— Data extract —

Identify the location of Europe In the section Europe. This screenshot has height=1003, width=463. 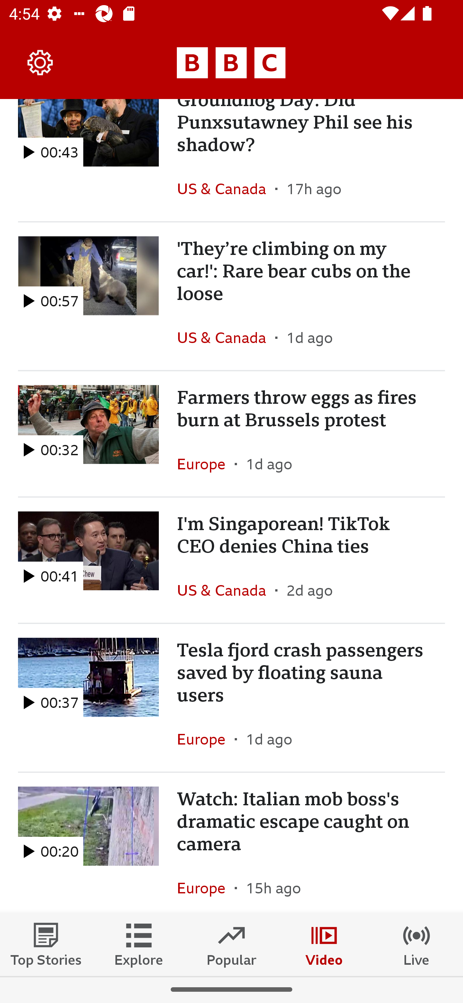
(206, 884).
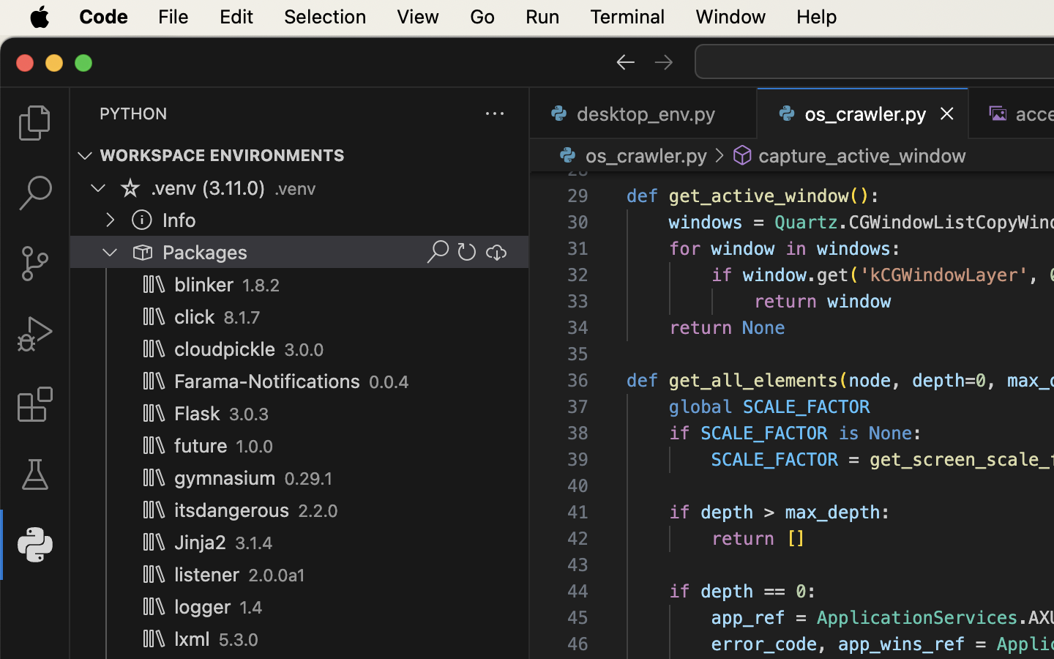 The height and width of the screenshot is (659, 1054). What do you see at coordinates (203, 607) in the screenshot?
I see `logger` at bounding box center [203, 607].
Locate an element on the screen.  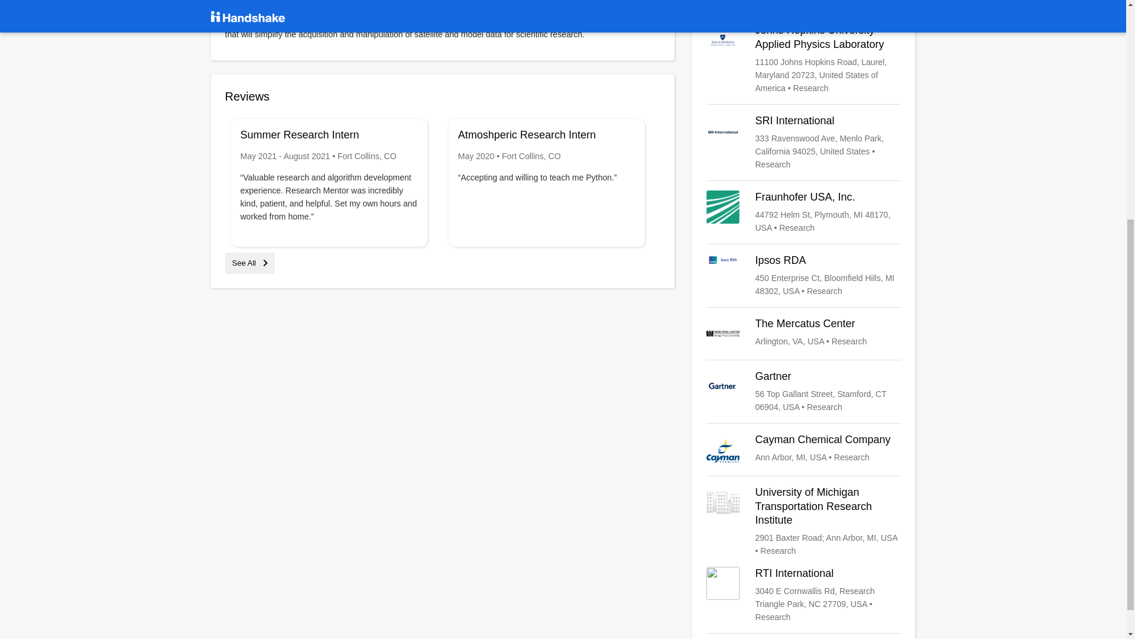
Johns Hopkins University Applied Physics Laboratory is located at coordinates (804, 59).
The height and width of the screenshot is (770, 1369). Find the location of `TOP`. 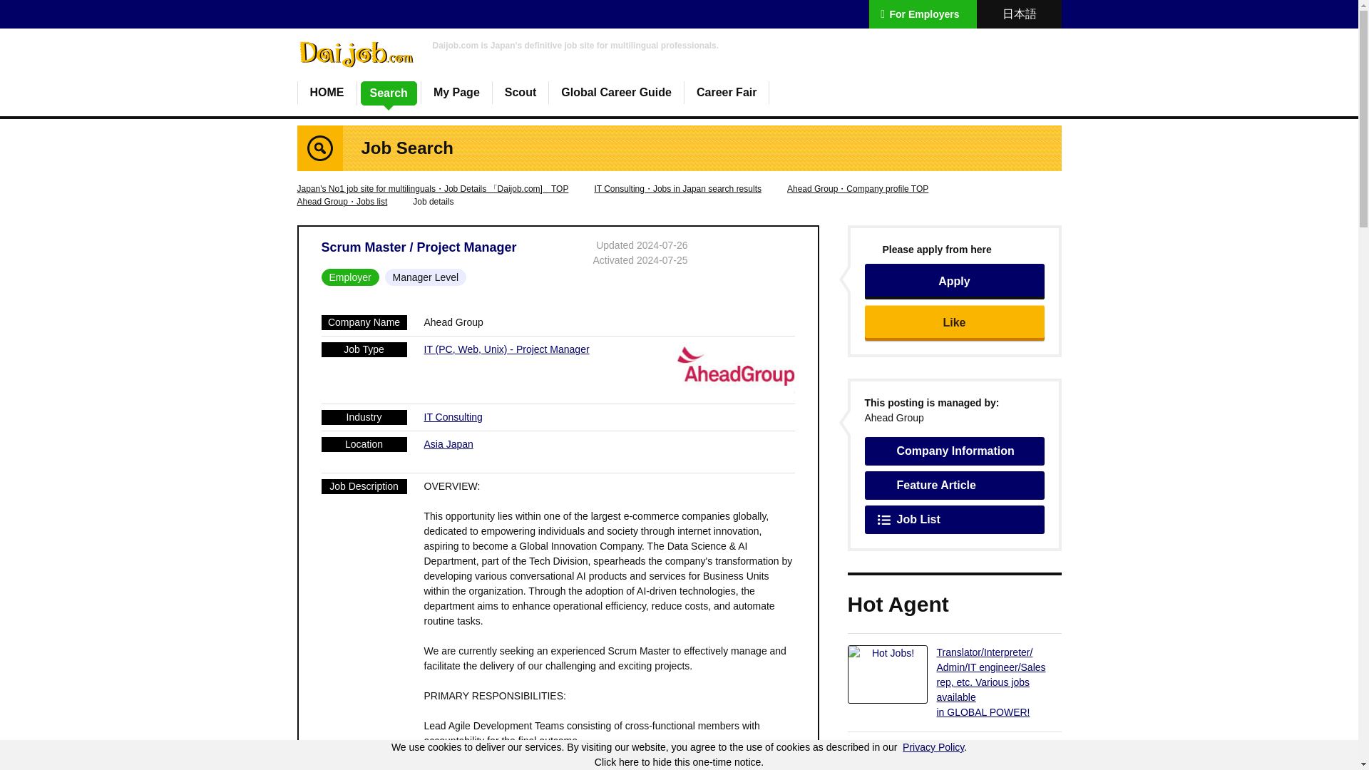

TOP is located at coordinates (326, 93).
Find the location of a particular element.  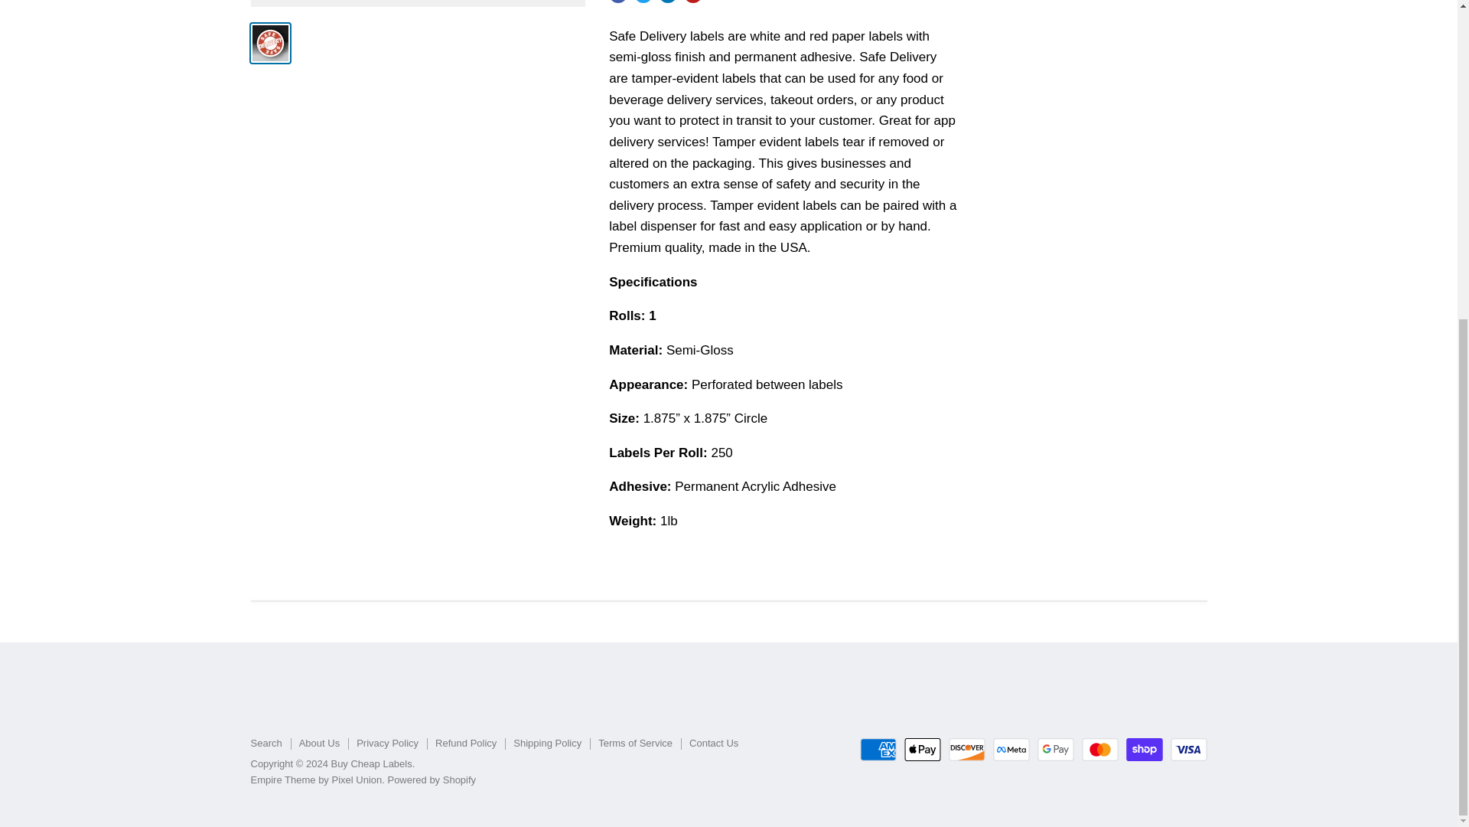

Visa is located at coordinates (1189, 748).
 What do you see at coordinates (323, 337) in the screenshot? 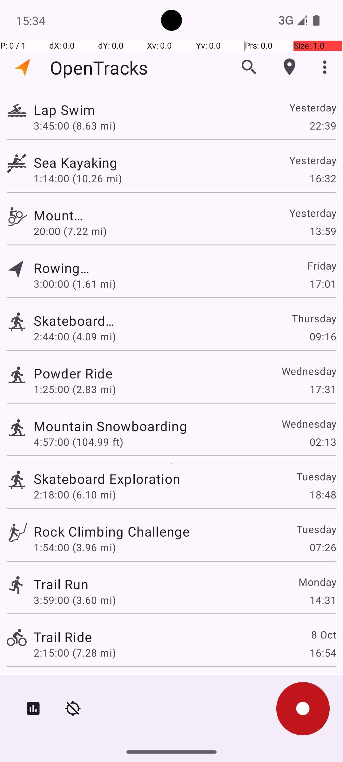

— What the exercise asks —
Will you repeat the material above, but only from the line containing "Find the location of a particular element." through its last line, exactly and without the pictures?

— Task response —
Find the location of a particular element.  

Visa is located at coordinates (1189, 748).
 What do you see at coordinates (323, 337) in the screenshot? 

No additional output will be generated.